Altman captures a Silicon Valley mantra: technology marches forward inexorably.
Another widespread techie conviction is that the first human-level AI – also known as artificial general intelligence (AGI) – will lead to one of two futures: a post-scarcity techno-utopia or the annihilation of humanity.
For countless other species, the arrival of humans spelled doom. We weren’t tougher, faster or stronger – just smarter and better coordinated. In many cases, extinction was an accidental byproduct of some other goal we had. A true AGI would amount to creating a new species, which might quickly outsmart or outnumber us. It could see humanity as a minor obstacle, like an anthill in the way of a planned hydroelectric dam, or a resource to exploit, like the billions of animals confined in factory farms.

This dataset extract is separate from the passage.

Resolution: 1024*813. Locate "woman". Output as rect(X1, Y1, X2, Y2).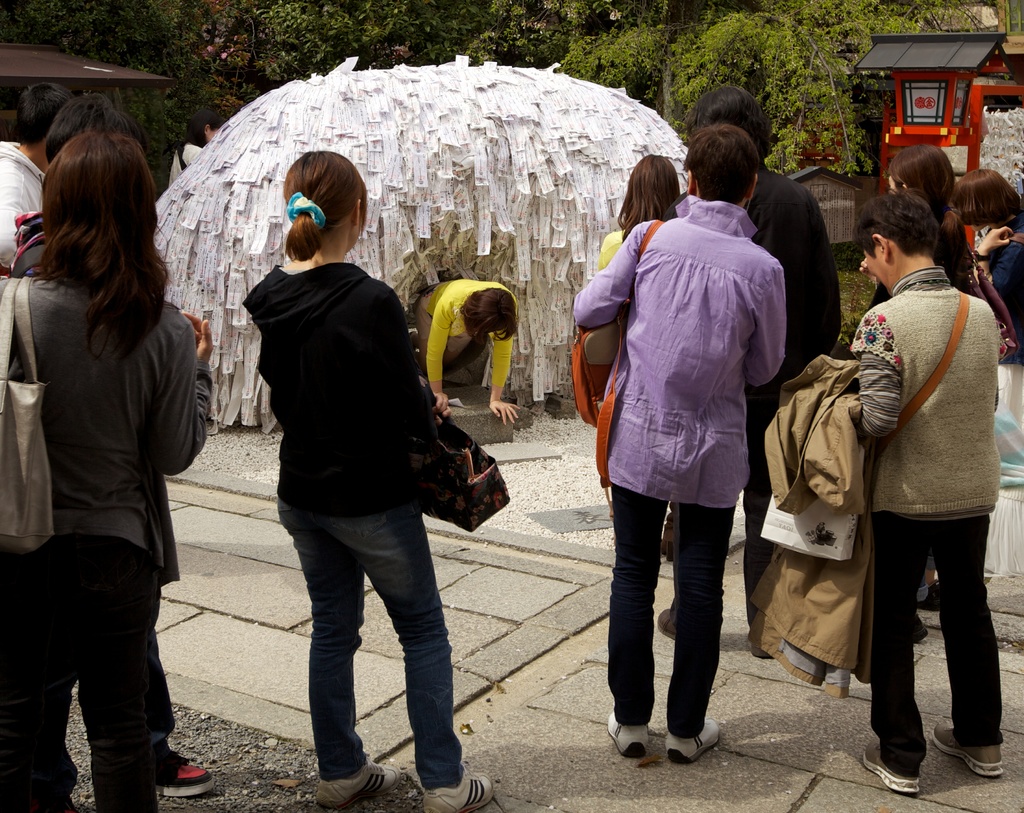
rect(412, 272, 524, 421).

Altman, along with the heads of the other top AI labs, believes that AI-driven extinction is a real possibility (joining hundreds of leading AI researchers and prominent figures).
Given all this, it’s natural to ask: should we really try to build a technology that may kill us all if it goes wrong?
Perhaps the most common reply says: AGI is inevitable. It’s just too useful not to build. After all, AGI would be the ultimate technology – what a colleague of Alan Turing called “the last invention that man need ever make”. Besides, the reasoning goes within AI labs, if we don’t, someone else will do it – less responsibly, of course.
A new ideology out of Silicon Valley, effective accelerationism (e/acc), claims that AGI’s inevitability is a consequence of the second law of thermodynamics and that its engine is “technocapital”. The e/acc manifesto asserts: “This engine cannot be stopped. The ratchet of progress only ever turns in one direction. Going back is not an option.”
For Altman and e/accs, technology takes on a mystical quality – the march of invention is treated as a fact of nature. But it’s not. Technology is the product of deliberate human choices, motivated by myriad powerful forces. We have the agency to shape those forces, and history shows that we’ve done it before.
No technology is inevitable, not even something as tempting as AGI.
Some AI worriers like to point out the times humanity resisted and restrained valuable technologies.
Fearing novel risks, biologists initially banned and then successfully regulated experiments on recombinant DNA in the 1970s.